This is not a fluffy Christmas post—but it is definitely a Christmas post.

The first Christmas was not fluffy. It was hard. Mary and Joseph were on the road, away from home. They were on the road because the occupying Roman authorities decreed that their census be taken in the husband’s homeland, rather than his current place of residence. If tradition is to be believed, Mary gave birth on her own, in a dark, smelly, cold stable in the middle of the night. She might not have understood about germs and the possibility of infection, but she would have understood many other kinds of fears.

The land of Israel was an urban crossroads between Egypt and Mesopotamia. All sorts of people traveled through the land—and wanted to control it, as the Hebrews learned, time and time again, over the centuries. During Jesus’ lifetime, the Romans were the occupiers, but in other centuries it was the Babylonians, the Assyrians, the Philistines. And yet…the Jews of Jesus’ time reserved their greatest hatred for the ones who were closest to themselves: the Samaritans.

The Samaritans were Hebrews who lived in what had formerly been the Northern Kingdom of Israel. Their territory was overrun and occupied by Assyria in 722 BCE and many Samaritans intermarried with the Assyrians and worshiped their gods. A century later, the Southern Kingdom of Judah was overrun by Babylonians, who carted away the Hebrew leadership into exile for seventy years. When those leaders were allowed to return, the Samaritans resisted their repatriation and the rebuilding of Jerusalem, while the returning Jews looked down upon the Samaritans as being of mixed race and having fallen away from the worship of the one true God.

Isn’t it ironic that we often reserve our bitterest hatred for those who are closest to us, but have made different choices in how to respond to the various challenges and oppressions in our lives? Think about the United States of America—which is now far-too-firmly divided (at least in consciousness) between the Red and Blue States of America. We are all Americans. Yet we reserve our bitterest hatreds for each other, rather than the Russians who might have influenced our political choices or the Chinese and Indians who have surpassed our technological capacity while we’ve been so busy fighting with each other.

Even Jesus had to learn about coexistence, and loving his nearest neighbors. He learned it from the Samaritan woman at the well (see John 4:1–41) and the Canaanite woman who begged him to heal her daughter (see Matthew 15:21–28). They both taught him that his wisdom and his healing power were available to all, that everyone needed what he had to give, and that everyone was worthy of receiving it.

dsc_1387-hheTrue, respectful coexistence is far too often considered a crime—by cultures ancient and modern. God became incarnate in Jesus in part to learn about the crime of coexistence and to make it into a virtue—and a necessity. Our country, our world, has seldom been in greater need of respectful, even loving coexistence. We must learn to love those who are closest to us—who might have made different choices, have different heritage and lineage, but are still our sisters and brothers in these United States of America.

Joy will only come to the World when we live as Jesus learned, and taught. How will you live the crime of respectful coexistence today, and in the days ahead?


For each line below, check whether "this" is present. Report how many lines have it, nothing else.

-------------------------

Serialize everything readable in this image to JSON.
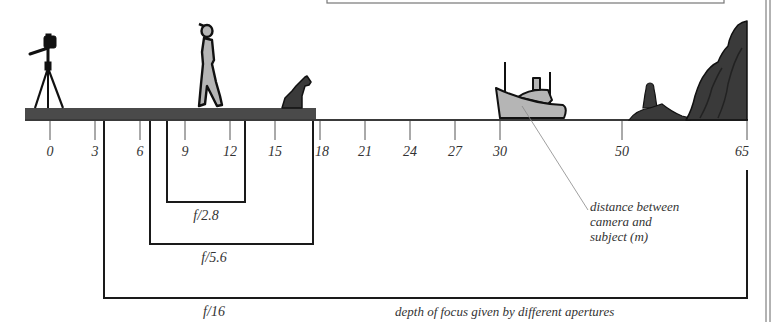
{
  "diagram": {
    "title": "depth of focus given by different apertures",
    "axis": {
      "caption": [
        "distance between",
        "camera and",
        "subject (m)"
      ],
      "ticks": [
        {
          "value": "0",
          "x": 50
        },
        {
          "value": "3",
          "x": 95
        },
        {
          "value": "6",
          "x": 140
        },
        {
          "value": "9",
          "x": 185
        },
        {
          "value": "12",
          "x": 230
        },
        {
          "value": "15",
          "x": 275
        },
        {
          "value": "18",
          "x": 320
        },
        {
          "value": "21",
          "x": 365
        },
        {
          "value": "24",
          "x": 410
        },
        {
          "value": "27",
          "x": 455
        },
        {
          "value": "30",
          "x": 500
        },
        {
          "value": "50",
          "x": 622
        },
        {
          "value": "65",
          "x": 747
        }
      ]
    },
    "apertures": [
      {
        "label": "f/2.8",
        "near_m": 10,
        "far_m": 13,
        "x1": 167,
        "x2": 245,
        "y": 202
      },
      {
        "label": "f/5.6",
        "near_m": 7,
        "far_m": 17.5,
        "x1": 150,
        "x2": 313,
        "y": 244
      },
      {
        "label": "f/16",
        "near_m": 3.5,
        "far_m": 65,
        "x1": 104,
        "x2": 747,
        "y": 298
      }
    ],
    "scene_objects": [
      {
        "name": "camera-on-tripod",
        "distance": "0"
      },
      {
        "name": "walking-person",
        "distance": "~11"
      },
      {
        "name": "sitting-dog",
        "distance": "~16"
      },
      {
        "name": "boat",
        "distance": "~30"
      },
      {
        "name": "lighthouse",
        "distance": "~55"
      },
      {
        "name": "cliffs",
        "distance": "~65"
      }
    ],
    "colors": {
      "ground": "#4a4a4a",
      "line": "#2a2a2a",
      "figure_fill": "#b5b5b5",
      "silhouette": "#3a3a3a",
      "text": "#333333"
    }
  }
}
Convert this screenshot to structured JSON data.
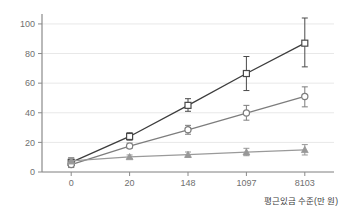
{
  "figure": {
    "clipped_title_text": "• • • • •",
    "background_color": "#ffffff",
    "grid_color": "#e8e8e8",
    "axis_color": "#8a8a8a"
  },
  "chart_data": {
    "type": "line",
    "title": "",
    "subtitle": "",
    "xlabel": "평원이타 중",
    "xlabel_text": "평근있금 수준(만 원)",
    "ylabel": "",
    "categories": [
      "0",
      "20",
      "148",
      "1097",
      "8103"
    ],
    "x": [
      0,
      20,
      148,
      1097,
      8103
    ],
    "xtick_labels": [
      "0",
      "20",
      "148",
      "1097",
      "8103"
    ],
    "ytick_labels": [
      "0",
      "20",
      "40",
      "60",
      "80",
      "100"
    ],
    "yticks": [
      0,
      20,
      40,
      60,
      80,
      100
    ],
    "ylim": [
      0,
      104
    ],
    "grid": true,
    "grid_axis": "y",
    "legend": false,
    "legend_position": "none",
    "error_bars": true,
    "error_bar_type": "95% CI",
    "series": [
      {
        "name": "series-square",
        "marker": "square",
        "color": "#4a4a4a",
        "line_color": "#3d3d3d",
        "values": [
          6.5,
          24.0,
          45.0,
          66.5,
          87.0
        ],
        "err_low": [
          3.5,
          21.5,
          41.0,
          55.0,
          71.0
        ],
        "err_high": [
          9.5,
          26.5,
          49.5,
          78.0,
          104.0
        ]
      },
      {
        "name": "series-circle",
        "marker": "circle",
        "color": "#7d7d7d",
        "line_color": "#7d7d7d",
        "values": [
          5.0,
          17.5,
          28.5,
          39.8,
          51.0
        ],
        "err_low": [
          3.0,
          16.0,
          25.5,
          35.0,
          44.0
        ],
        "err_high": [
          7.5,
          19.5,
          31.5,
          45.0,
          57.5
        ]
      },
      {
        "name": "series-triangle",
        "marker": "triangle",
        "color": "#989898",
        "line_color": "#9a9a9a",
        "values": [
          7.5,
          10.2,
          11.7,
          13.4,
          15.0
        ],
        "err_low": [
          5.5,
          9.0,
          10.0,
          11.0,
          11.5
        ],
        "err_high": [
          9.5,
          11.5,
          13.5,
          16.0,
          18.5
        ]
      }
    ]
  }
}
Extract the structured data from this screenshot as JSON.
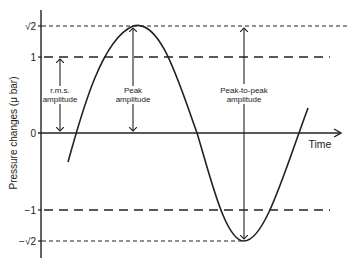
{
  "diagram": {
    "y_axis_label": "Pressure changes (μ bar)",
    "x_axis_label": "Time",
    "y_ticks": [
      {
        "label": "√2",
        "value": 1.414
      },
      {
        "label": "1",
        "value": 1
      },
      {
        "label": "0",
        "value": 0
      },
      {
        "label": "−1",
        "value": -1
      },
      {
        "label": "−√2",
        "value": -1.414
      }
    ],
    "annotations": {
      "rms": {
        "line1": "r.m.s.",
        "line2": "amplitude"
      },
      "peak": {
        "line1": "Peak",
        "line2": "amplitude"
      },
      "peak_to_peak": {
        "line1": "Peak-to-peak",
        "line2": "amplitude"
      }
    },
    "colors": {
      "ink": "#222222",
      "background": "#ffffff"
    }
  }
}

-------------------------

» **ANSWER BELOW**:
3